The ink's dried on the NHL's $2 billion, 10-year deal with NBC, and the general opinion from pundits is that it's a winner. It may even be as far-reaching as to influence the NHL to return to the Olympics for the 2014 Sochi Games, should NBC win the bid.
There's still a segment of fans and media, despite compelling arguments to the contrary, that believe ESPN would have been the better destination for the NHL's U.S. television contract.
John Ourand of Sports Business Journal had a piece this week that detailed the NHL's negotiating process with NBC, ESPN, Turner and FOX. In it, we get some interesting details on what the WWL was offering the League as a television partner. Here's Ourand, writing about Gary Bettman and Comcast's Brian Roberts:
Though the two are friends, Bettman had a tough message to deliver: Days earlier, ESPN told the league that it would make an aggressive bid on the NHL's media package. Bettman told Roberts that ESPN's planned bid of $160 million to $170 million per year would test NBC's and Versus' right-to-match clause, which several media executives described as the tightest such clause they had ever seen. The clause gave NBC the right to match any deal the NHL signed with another network.
But it would be hard for NBC to match ESPN's planned offer. ESPN told the NHL that it would televise every Stanley Cup playoff game nationally. ESPN said that it would stream the games to authenticated broadband and mobile users. And ESPN guaranteed an international component as part of its planned offer. ESPN's deal would include a regular-season Game of the Week, but it was not making the broadcast network ABC available. The details were new for Roberts, who did not want to lose the NHL. In early discussions with the league, the NBC Sports Group had resisted the idea of televising every Stanley Cup playoff game nationally. And Comcast could not match ESPN's streaming plans or international offerings.

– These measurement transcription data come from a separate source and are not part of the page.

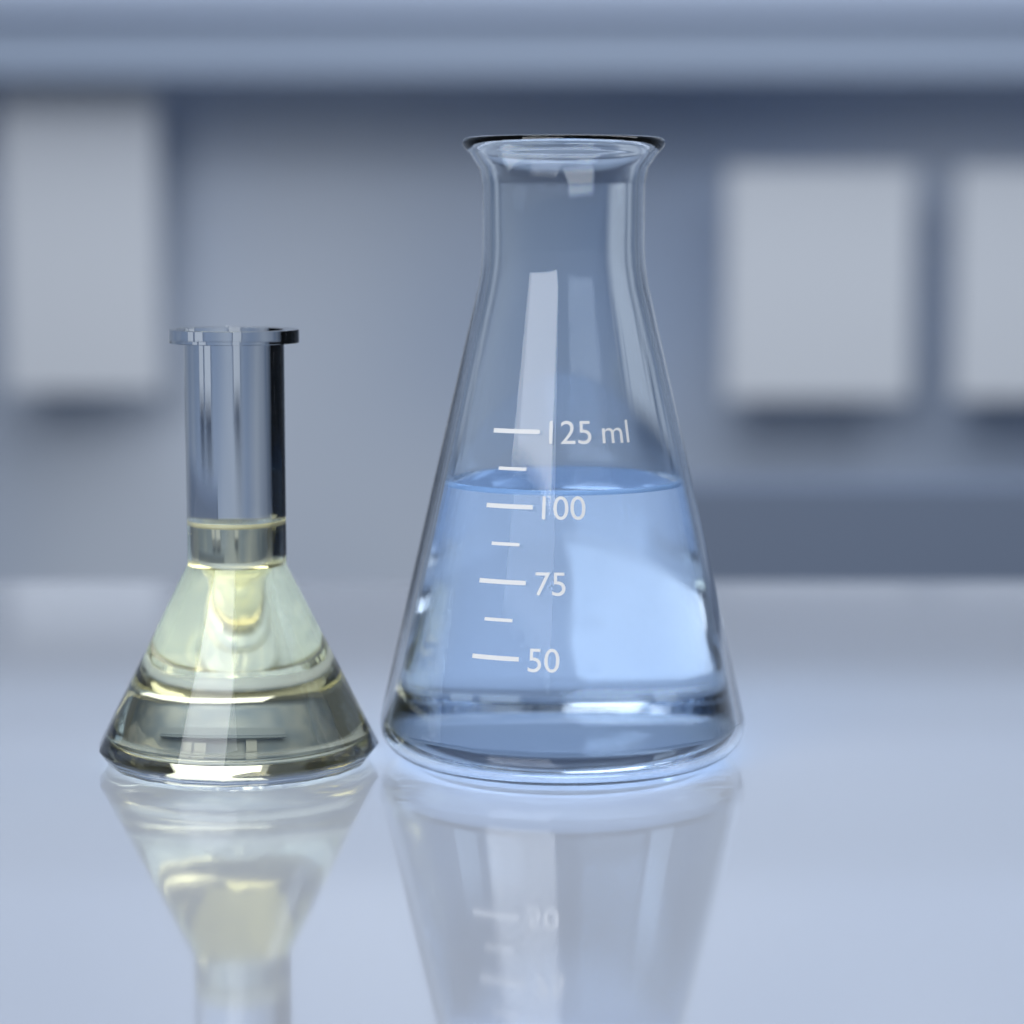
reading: 105.0 ml
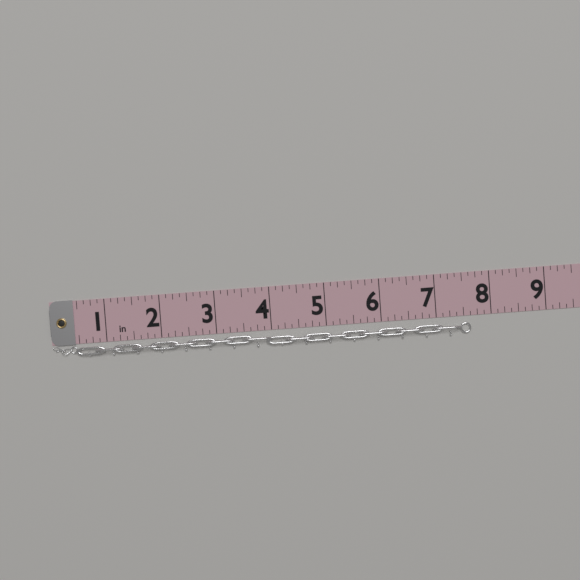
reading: 7.625 in
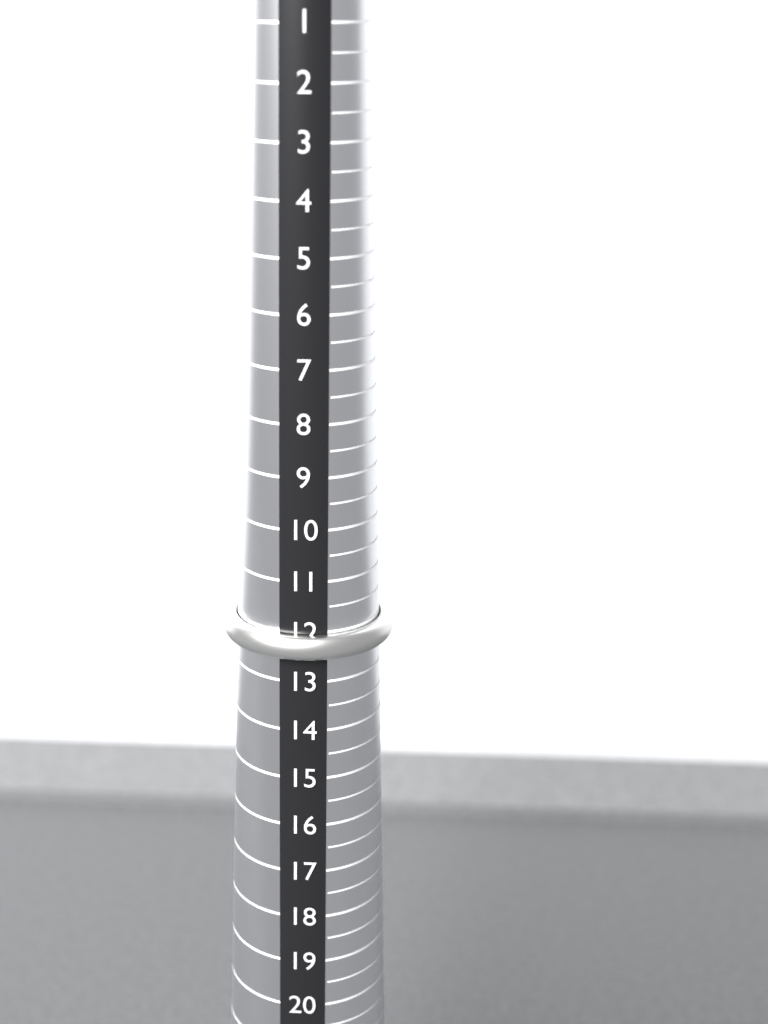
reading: 12.5 (no unit)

Comcast/NBC's reaction? The deal that was eventually agreed upon that gave the NHL 100 broadcasting "windows" on NBC and whatever VERSUS will become and a nationally televised game the day after Thanksgiving.

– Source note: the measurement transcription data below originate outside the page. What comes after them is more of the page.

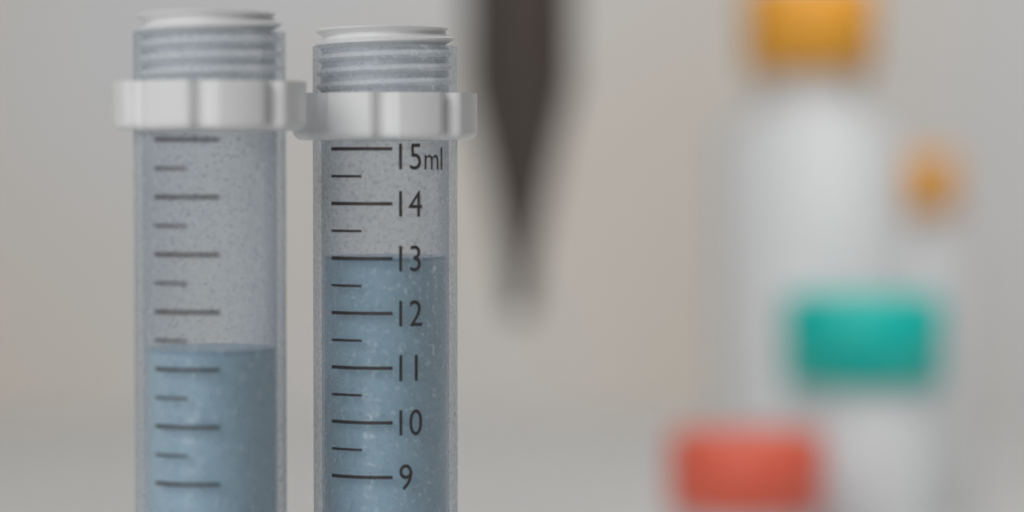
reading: 13.0 ml
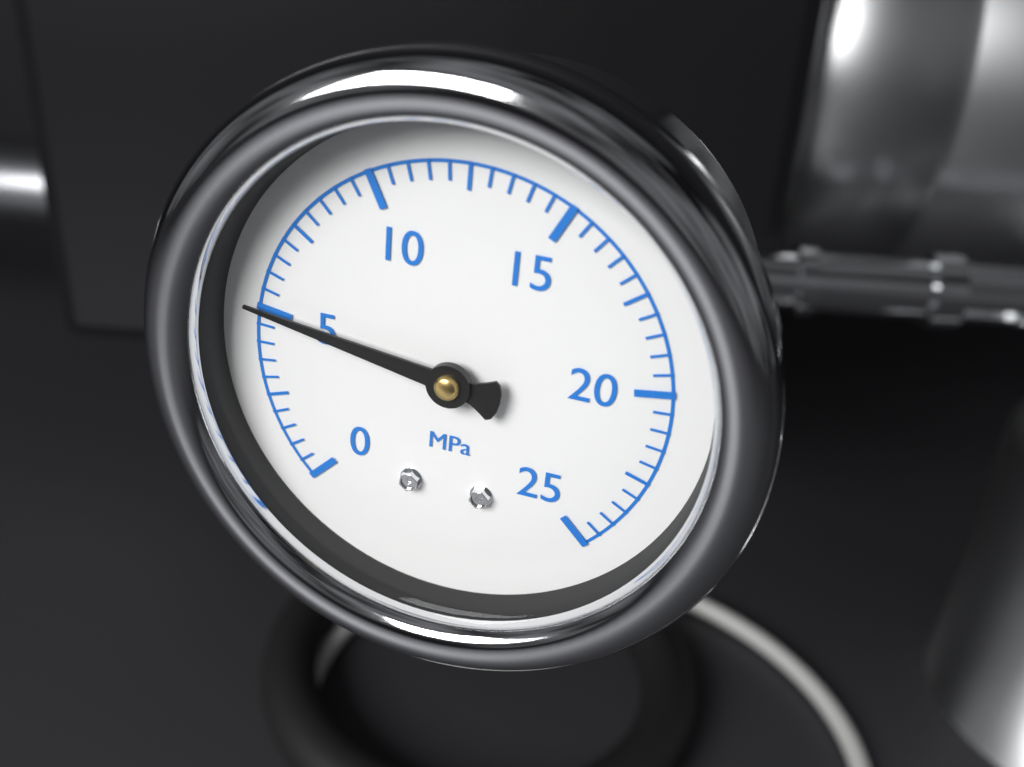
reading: 5.0 MPa
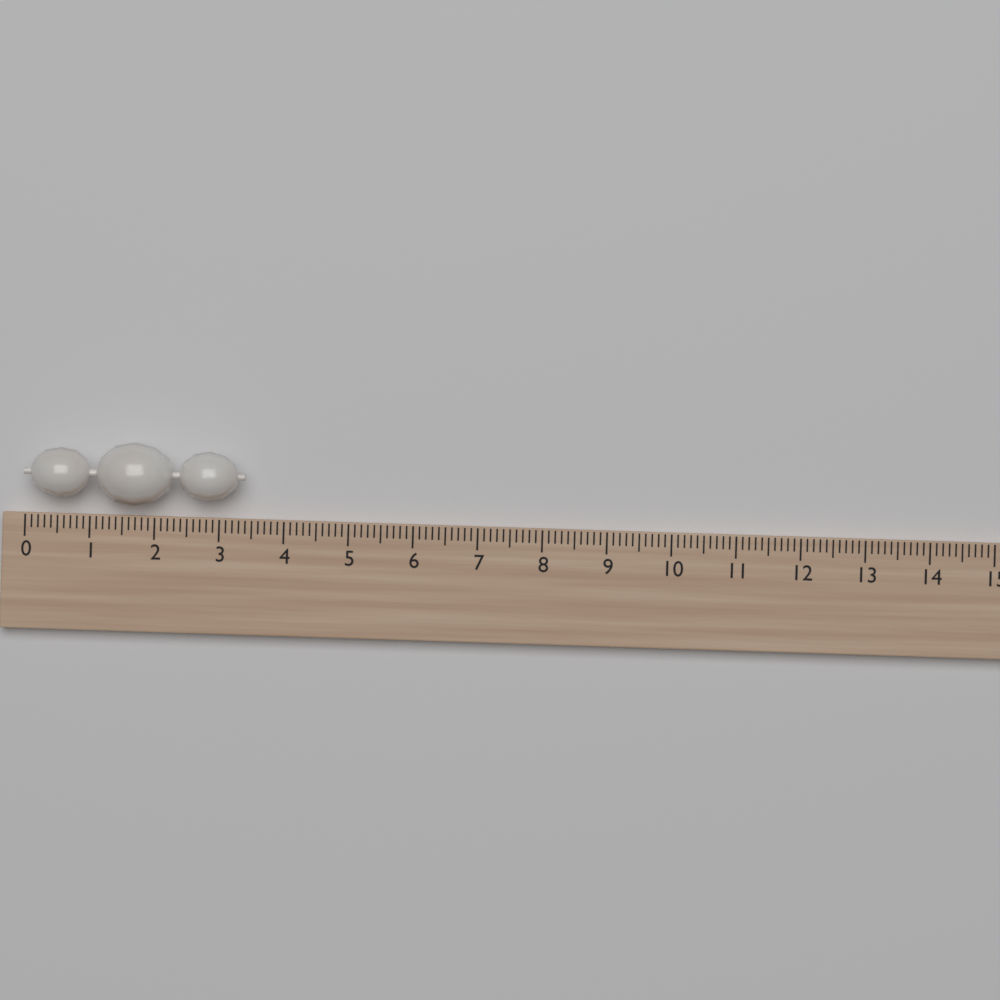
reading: 3.4 (no unit)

SBJ reports that the NHL never went back to ESPN for a counteroffer, nor did ESPN ever submit a formal proposal.
Again, there were virtues to hitching the wagon to ESPN: There's no question the post-lockout product on the ice, the current crop of stars and the growing audience all position the NHL to be more palatable to the ESPN marketing machine than in their previous contract. It's still a network that drives the conversation for a large segment of fans that aren't (yet) watching hockey.
But it's clear that for what the NHL wanted out of this network contract, NBC was able to provide it ? if not the ESPN casual fan seal of approval.